Archived copy — This is page is part of a snapshot of https://csgoldenjubilee.mst.edu captured on December 31, 2025. Its contents may be out of date.
Archived copy — This is page is part of a snapshot of https://csgoldenjubilee.mst.edu captured on December 31, 2025. Its contents may be out of date.

Archives for August 28, 2015

Remembering Grace Hopper’s 1974 Visit to Campus

GraceHopperThankYouLetterNewsPhoto1974

Grace Hopper Visits University of Missouri-Rolla in 1974.

Alumni Memories from Bob Gaebler

Editor’s Note:  Grace Hopper (December 9, 1906 – January 1, 1992) was an American computer scientist and United States Navy rear admiral. She was one of the first programmers of the Harvard Mark I computer in 1944, and she invented the first compiler for a computer programming language. Hopper helped promote the idea of machine-independent programming languages which led to the development of COBOL. She is also credited with popularizing the term “debugging” for fixing computer glitches (in one instance, removing a moth from a computer).  Grace Hopper visited Rolla in 1974 and Alumus, Bob Gaebler, shares his memory of that event.

I attended Grace Hopper’s lecture in the evening. It was not only very charming, but it was informative and inspiring to the point that I still apply some of the insights and lessons she transmitted in that talk.
As for the charming part, she presented her now famous object lesson in which she learned what a nanosecond was – holding up a piece of wire about a foot long, and relating how, early in her career, an engineer explained to her that light travels that distance in the space of a nanosecond, cutting a piece of wire to length so that she could better visualize it. She then related how, when that engineer later mentioned a microsecond, she asked for help in visualizing THAT small time interval. The engineer cut for her a visual aid for that unit of time as well – at this point Grace held up a huge coil of wire about 100 yards long, to universal laughter from the audience. At the end of her evening talk, she passed out free samples of a nanosecond, to any who were interested, as souvenirs of her visit.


### Work instructions
What you return should be the entries, unchanged, without their pictures.
** Provided data follows **
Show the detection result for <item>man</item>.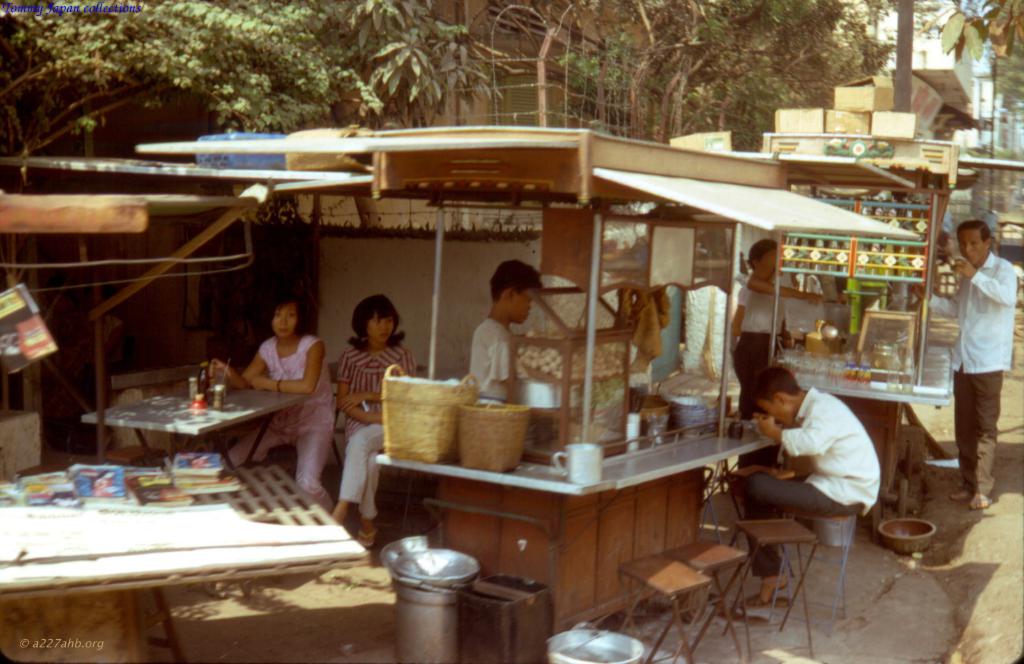
{"x1": 947, "y1": 202, "x2": 1016, "y2": 519}.
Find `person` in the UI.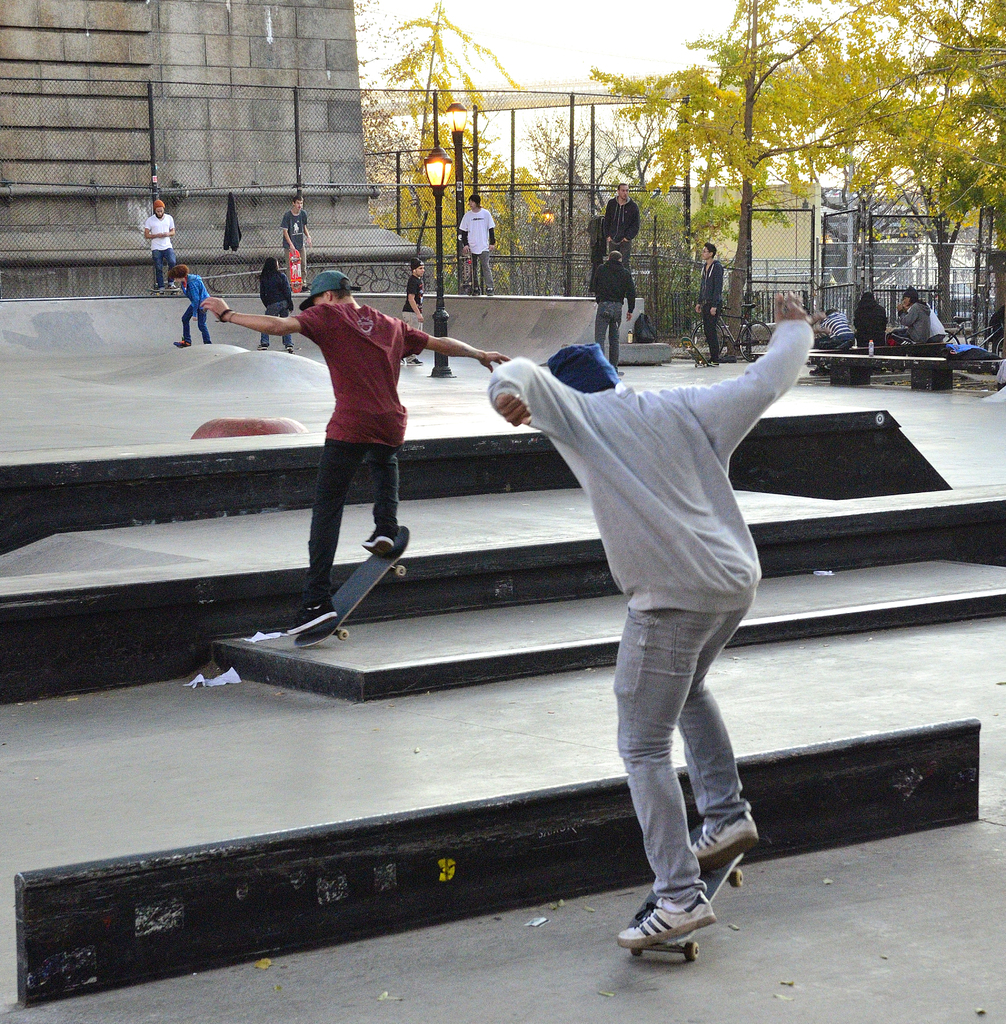
UI element at 853, 292, 888, 346.
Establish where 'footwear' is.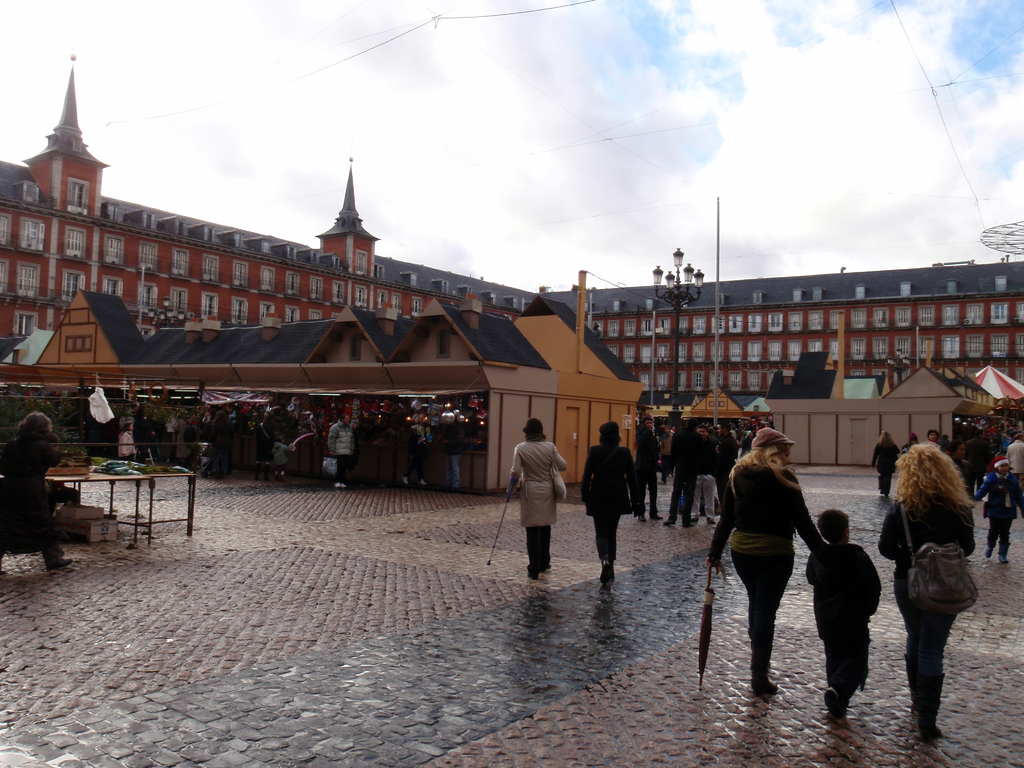
Established at x1=886, y1=493, x2=888, y2=497.
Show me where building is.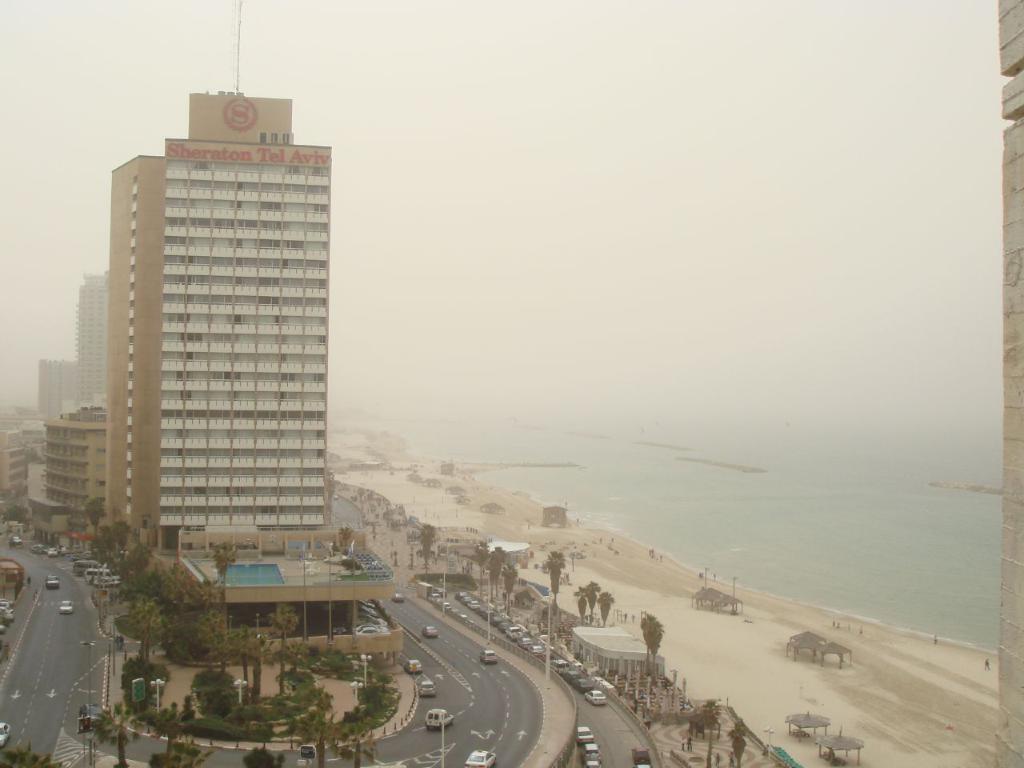
building is at 482:538:531:563.
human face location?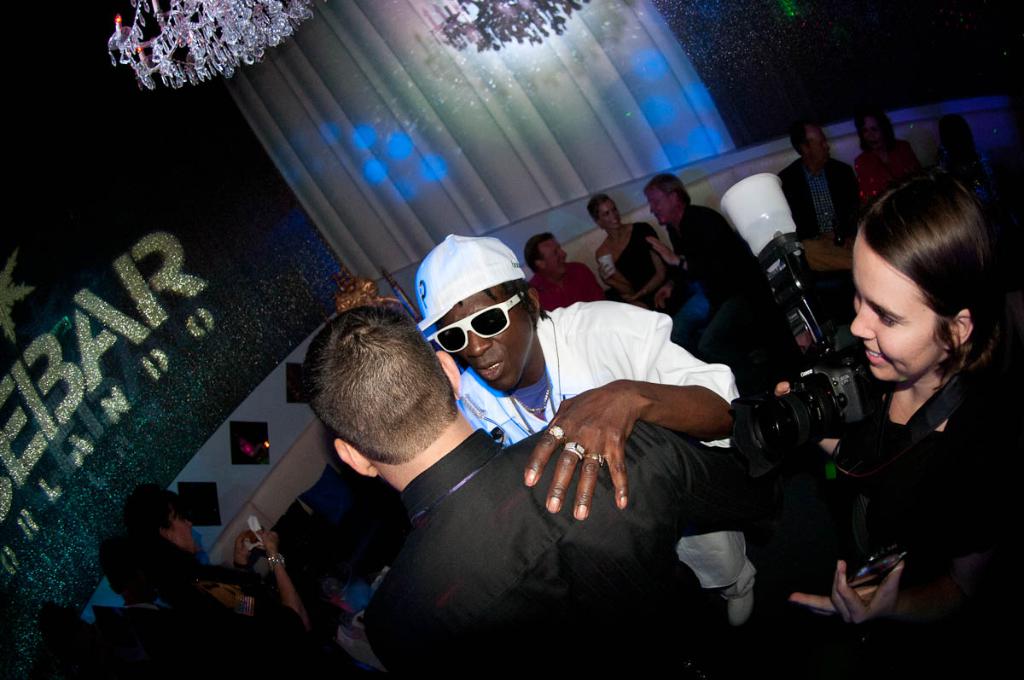
[left=542, top=245, right=568, bottom=276]
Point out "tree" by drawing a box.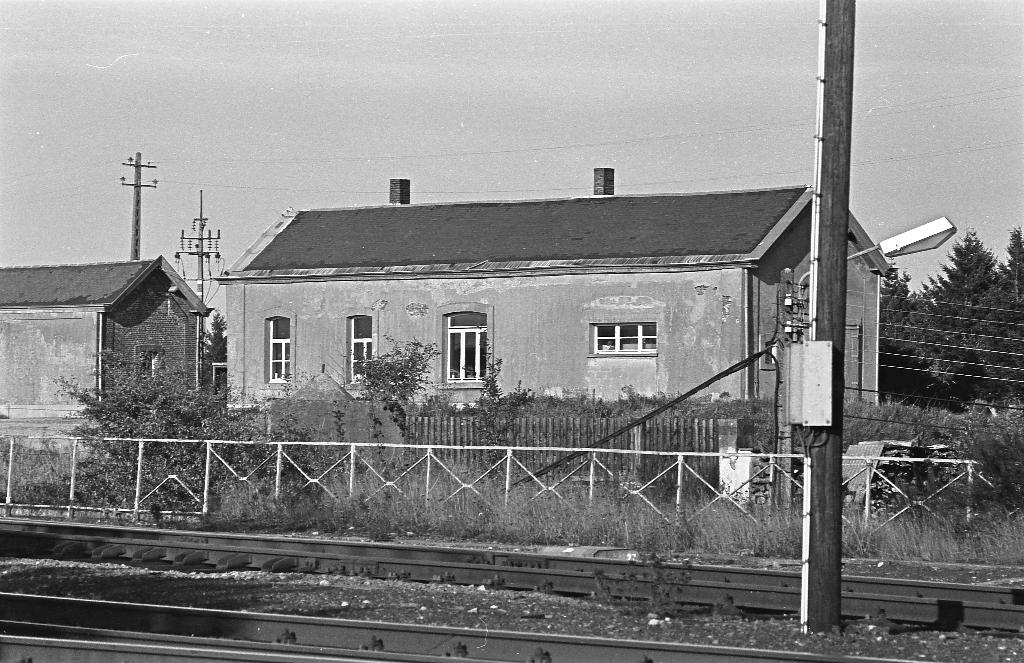
[202,313,234,379].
** End of Provided data **
### Response
Show the detection result for <item>man</item>.
{"x1": 947, "y1": 202, "x2": 1016, "y2": 519}.
Find `person` in the UI.
UI element at 853, 292, 888, 346.
Establish where 'footwear' is.
Established at x1=886, y1=493, x2=888, y2=497.
Show me where building is.
building is at 482:538:531:563.
human face location?
[left=542, top=245, right=568, bottom=276]
Point out "tree" by drawing a box.
[202,313,234,379].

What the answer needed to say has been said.